-- Opening Marker --
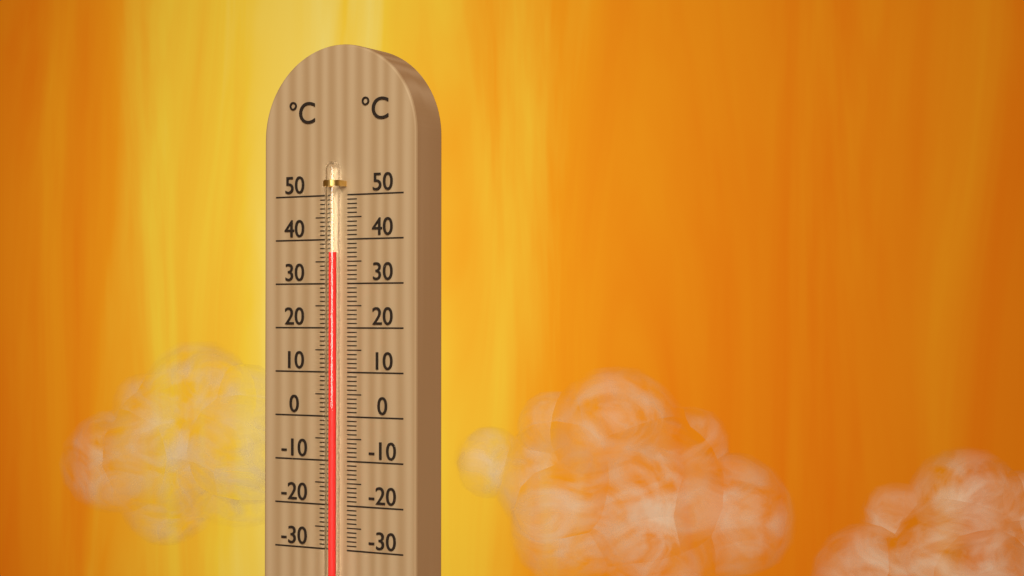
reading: 37 °C
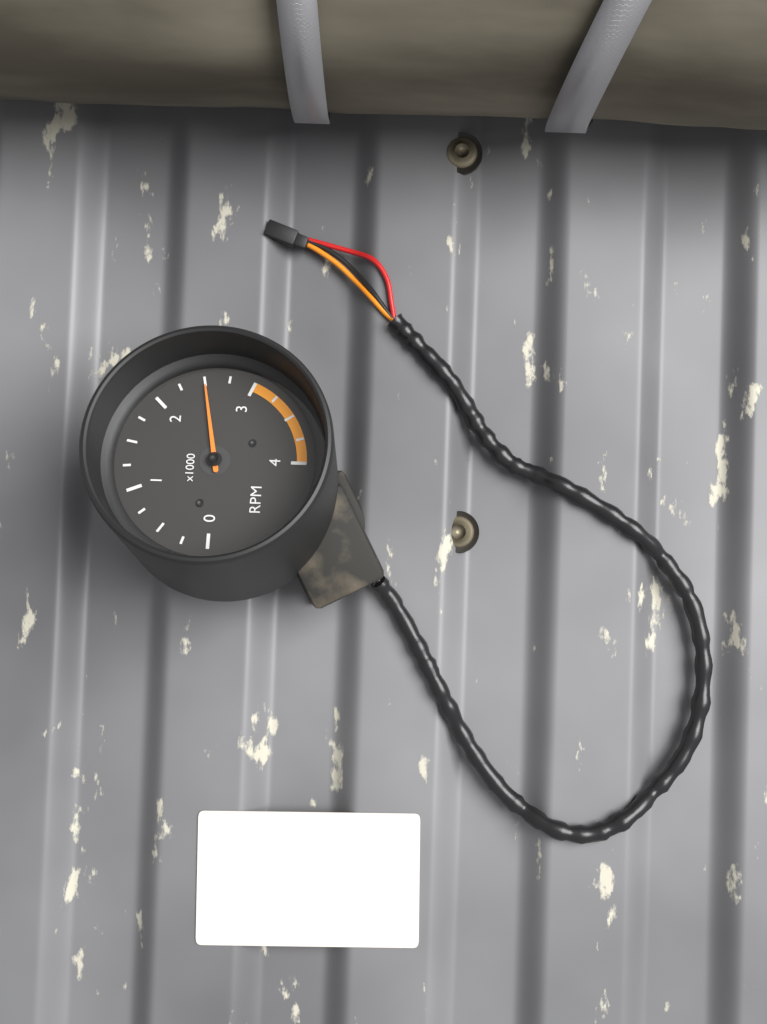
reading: 2.50 x1000 RPM
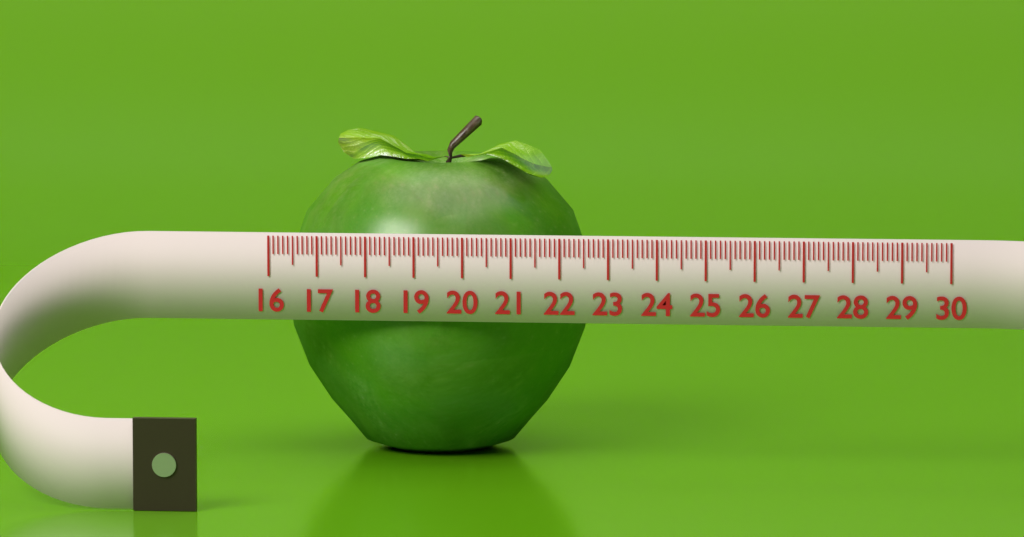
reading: 22.4 (no unit)
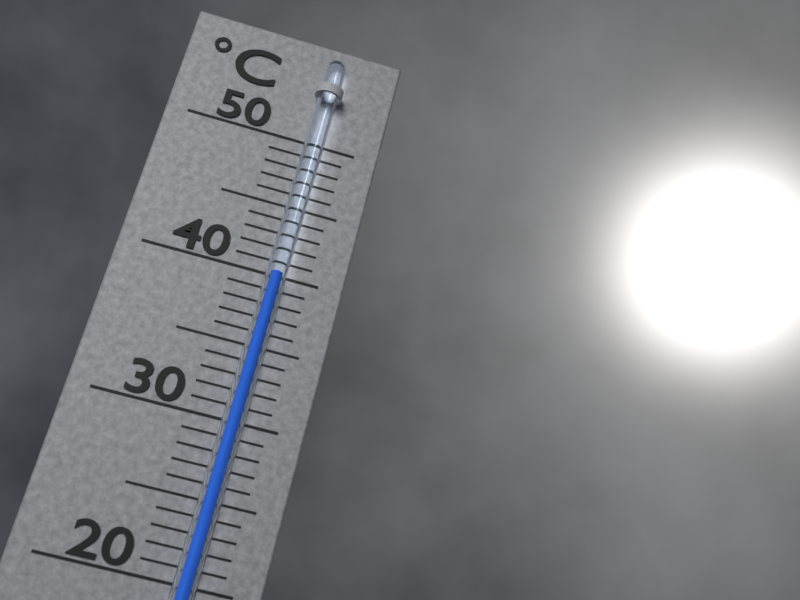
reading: 40 °C
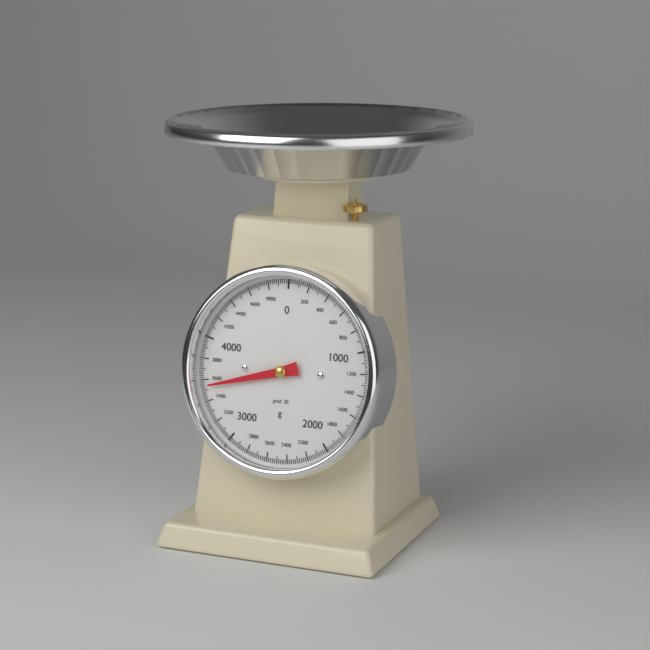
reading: 3540 g
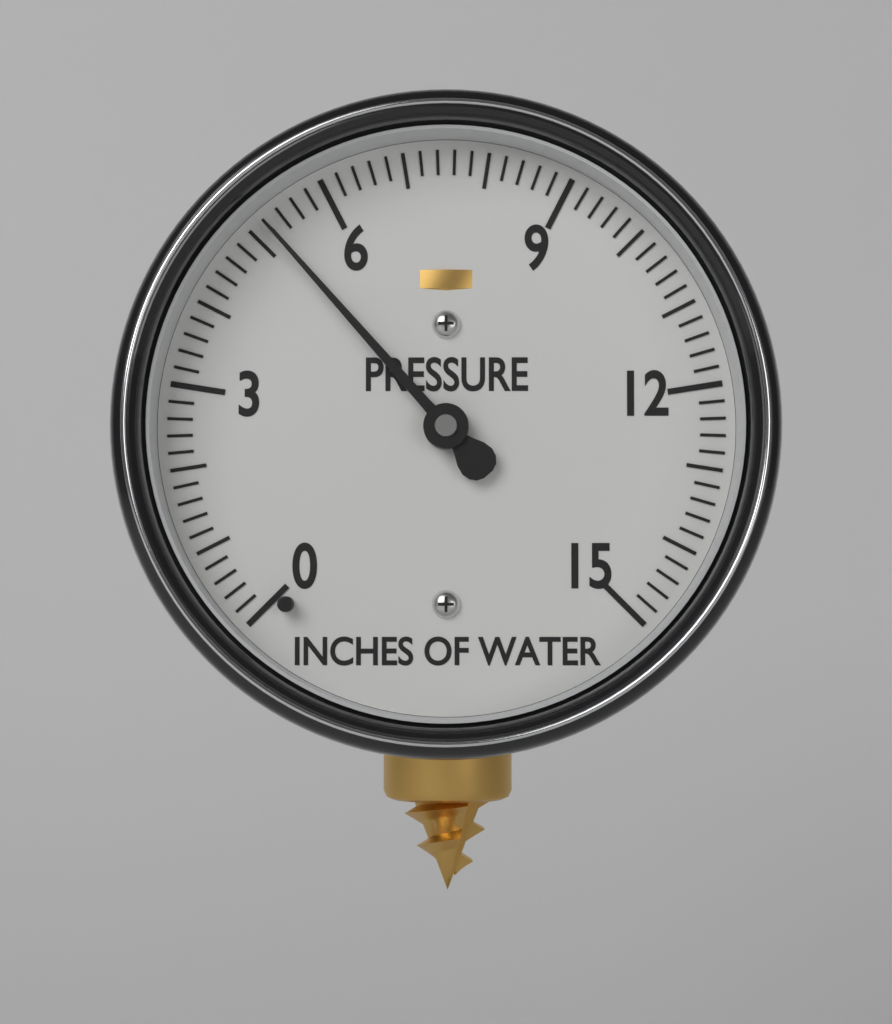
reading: 5.2 inches of water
-- Closing Marker --
_Task to carry out_
All of the lines above should be copied exactly, apart from the pictures.

_Answer area_
reading: 37 °C
reading: 2.50 x1000 RPM
reading: 22.4 (no unit)
reading: 40 °C
reading: 3540 g
reading: 5.2 inches of water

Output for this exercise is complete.